▸ **Source data**:
--------------------
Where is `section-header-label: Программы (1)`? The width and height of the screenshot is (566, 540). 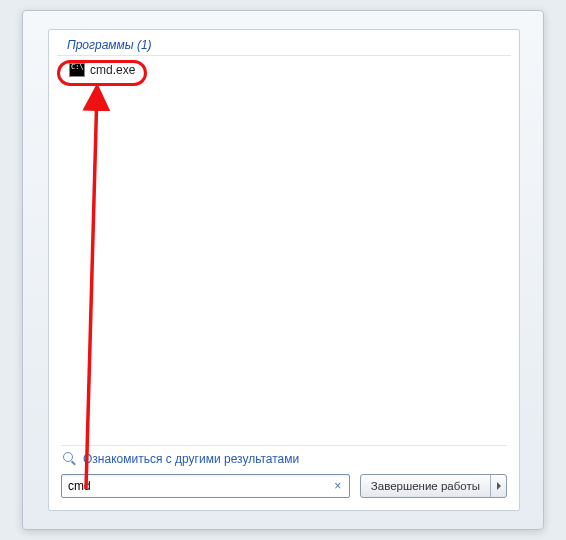
section-header-label: Программы (1) is located at coordinates (110, 45).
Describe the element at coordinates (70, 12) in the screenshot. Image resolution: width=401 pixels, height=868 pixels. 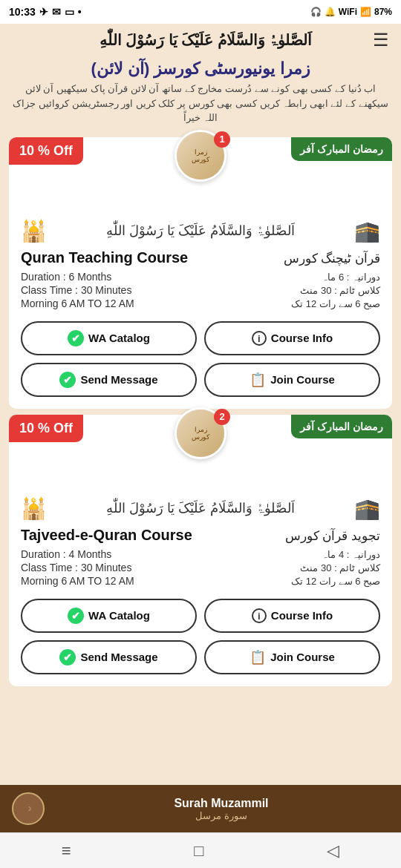
I see `screen-icon: ▭` at that location.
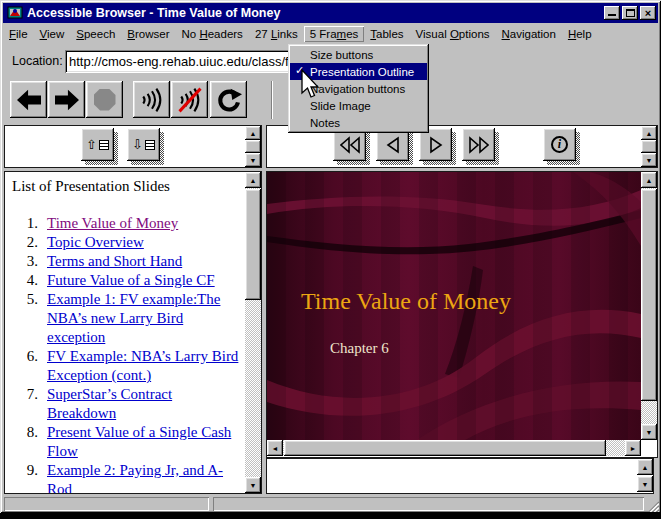 The image size is (661, 519). I want to click on double-left-arrow-icon, so click(350, 145).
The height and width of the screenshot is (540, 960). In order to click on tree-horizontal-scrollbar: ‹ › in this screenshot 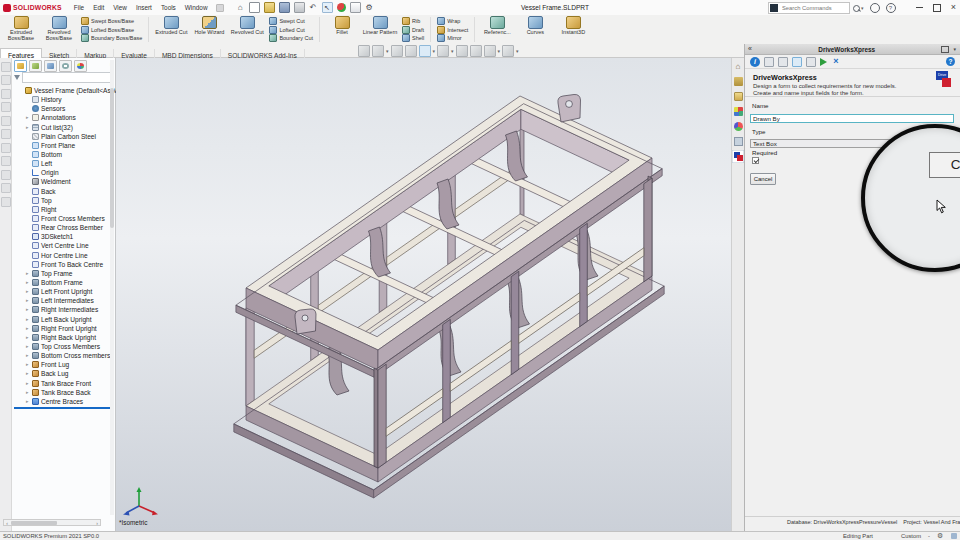, I will do `click(52, 522)`.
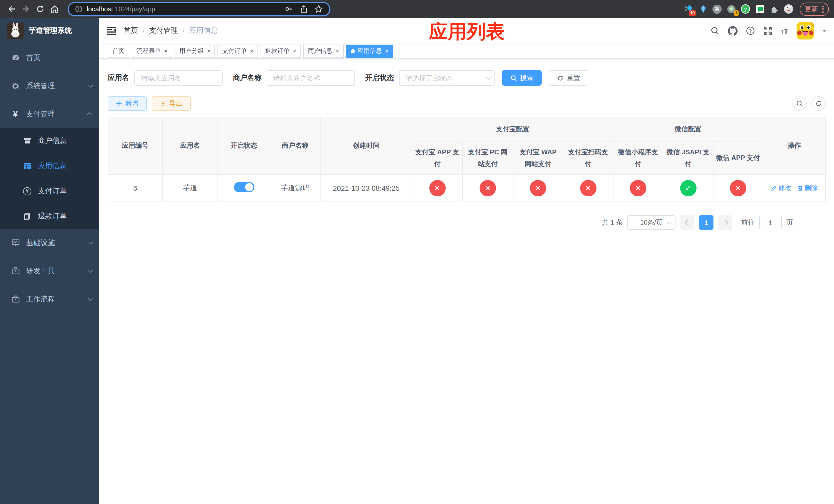 This screenshot has width=834, height=504. What do you see at coordinates (195, 51) in the screenshot?
I see `tab-user-group: 用户分组` at bounding box center [195, 51].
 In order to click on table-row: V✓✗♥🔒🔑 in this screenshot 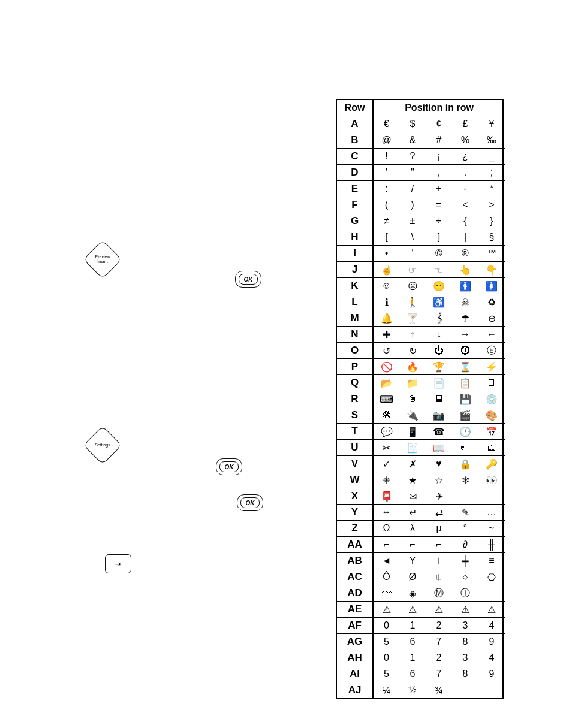, I will do `click(421, 464)`.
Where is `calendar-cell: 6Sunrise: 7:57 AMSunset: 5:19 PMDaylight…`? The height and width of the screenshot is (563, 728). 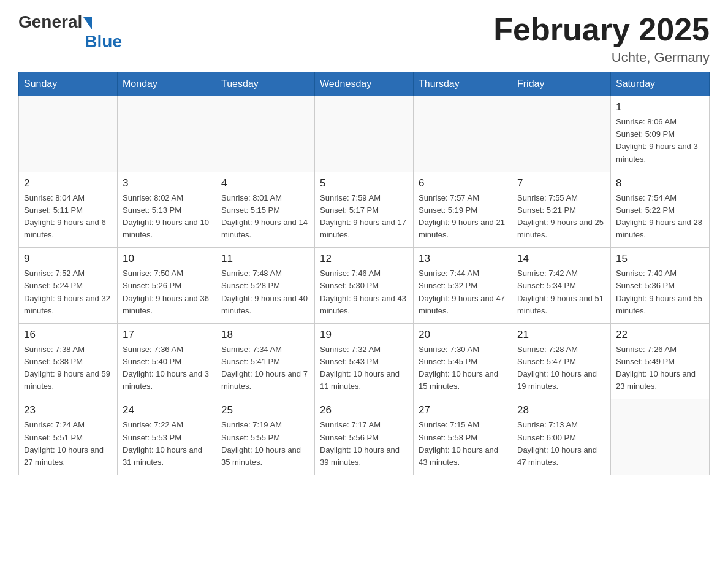 calendar-cell: 6Sunrise: 7:57 AMSunset: 5:19 PMDaylight… is located at coordinates (463, 210).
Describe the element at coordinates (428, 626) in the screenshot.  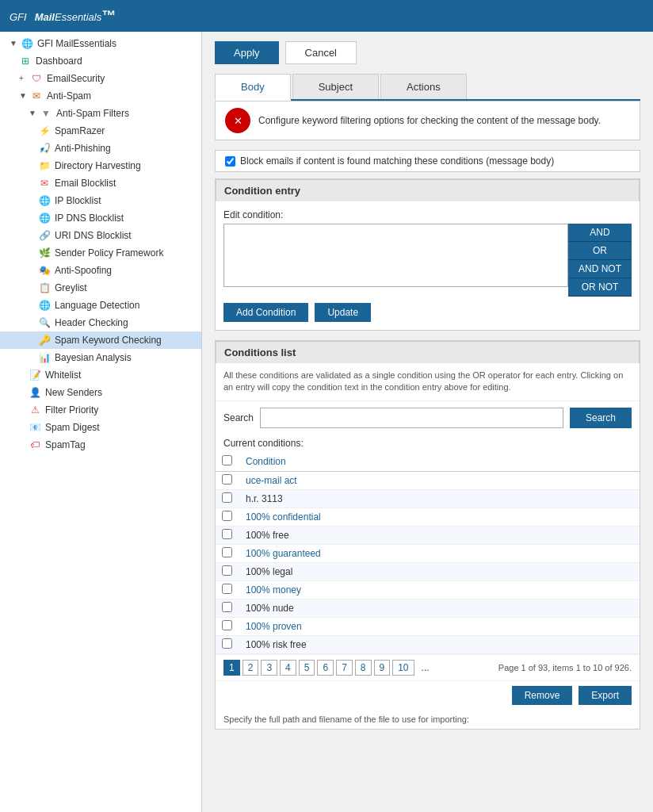
I see `table-row: 100% proven` at that location.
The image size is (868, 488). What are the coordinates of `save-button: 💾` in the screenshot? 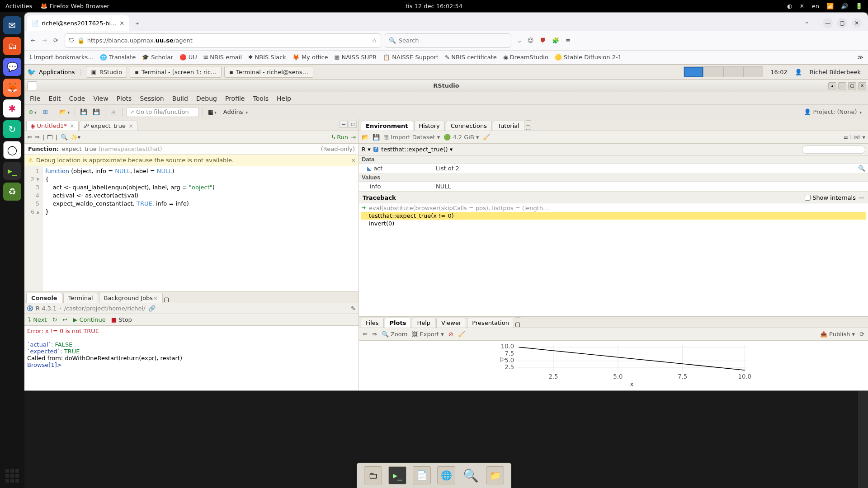 It's located at (84, 112).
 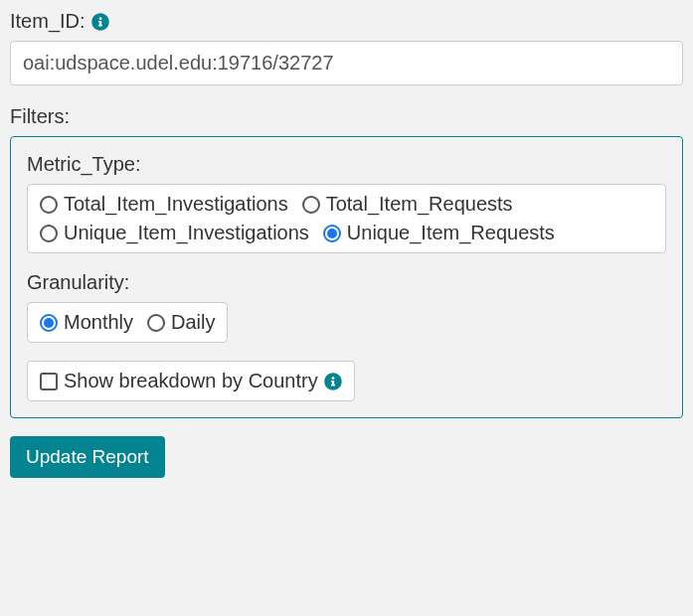 I want to click on radio-unique-item-investigations: Unique_Item_Investigations, so click(x=175, y=232).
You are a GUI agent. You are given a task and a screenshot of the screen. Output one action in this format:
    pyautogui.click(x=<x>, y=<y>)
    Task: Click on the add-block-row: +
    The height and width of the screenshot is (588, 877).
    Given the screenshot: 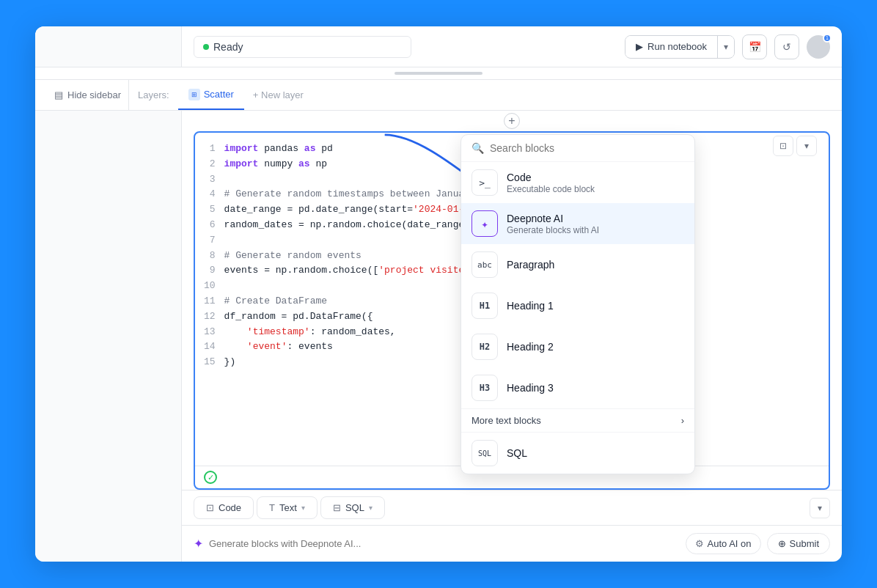 What is the action you would take?
    pyautogui.click(x=512, y=121)
    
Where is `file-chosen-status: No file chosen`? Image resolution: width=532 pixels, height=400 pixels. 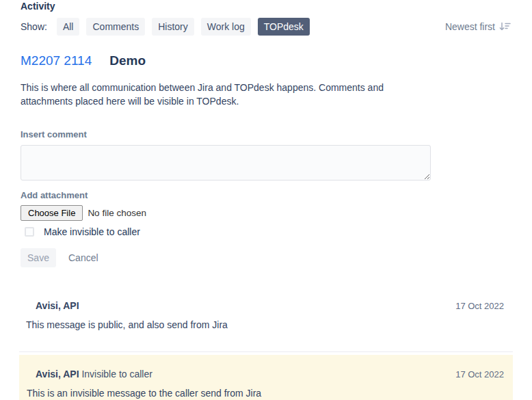 file-chosen-status: No file chosen is located at coordinates (117, 213).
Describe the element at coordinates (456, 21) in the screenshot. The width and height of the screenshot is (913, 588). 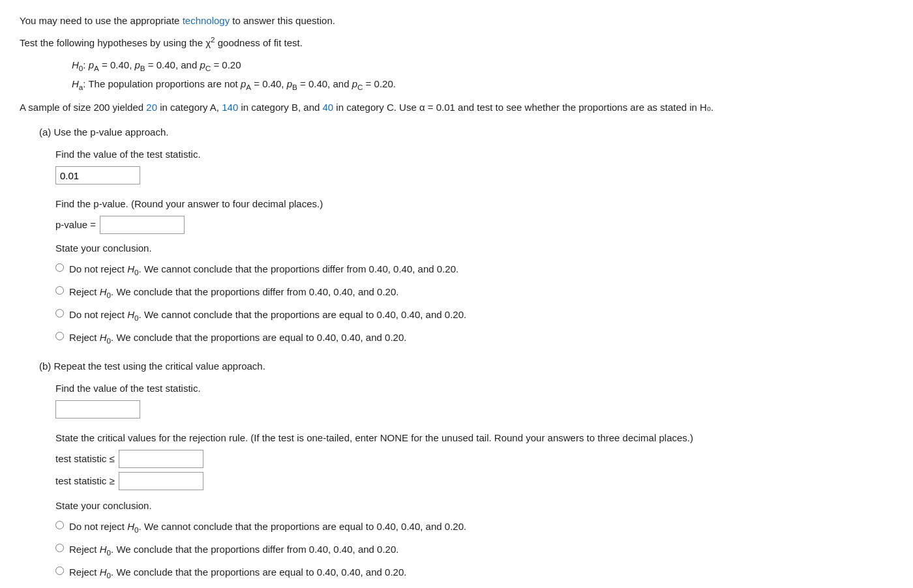
I see `intro-line1: You may need to use the appropriate tech…` at that location.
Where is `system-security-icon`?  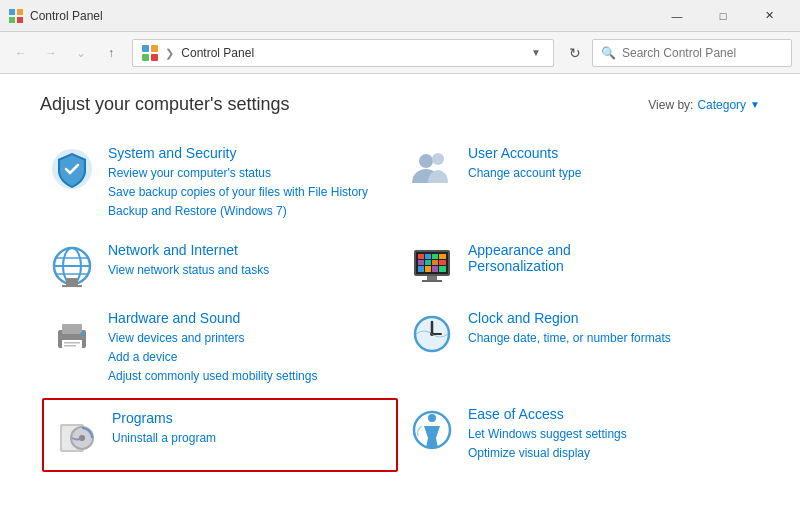 system-security-icon is located at coordinates (72, 169).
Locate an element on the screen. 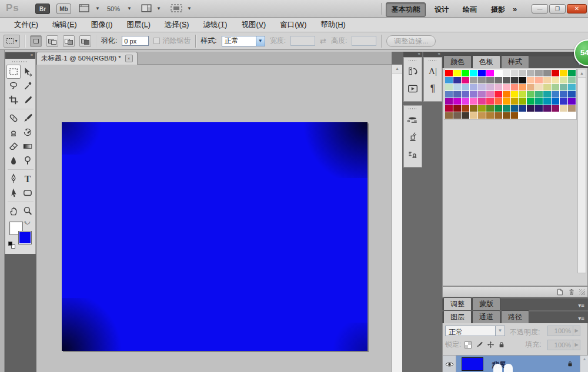  vertical-scrollbar: ▲ is located at coordinates (397, 219).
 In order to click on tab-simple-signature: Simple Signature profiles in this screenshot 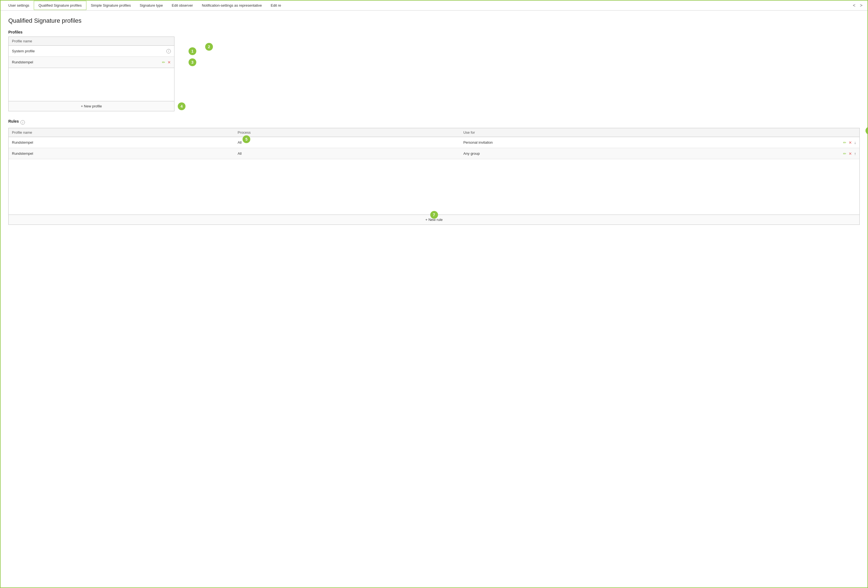, I will do `click(111, 5)`.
--------------------
▸ **EXERCISE OBJECTIVE**:
From the data above, output exactly the lines between the one containing "You are a GUI" and the one containing "The height and width of the screenshot is (588, 877).", counting both of them.

▸ **TASK RESPONSE**:
You are a GUI agent. You are given a task and a screenshot of the screen. Output one action in this format:
    pyautogui.click(x=<x>, y=<y>)
    Task: Click on the add-block-row: +
    The height and width of the screenshot is (588, 877).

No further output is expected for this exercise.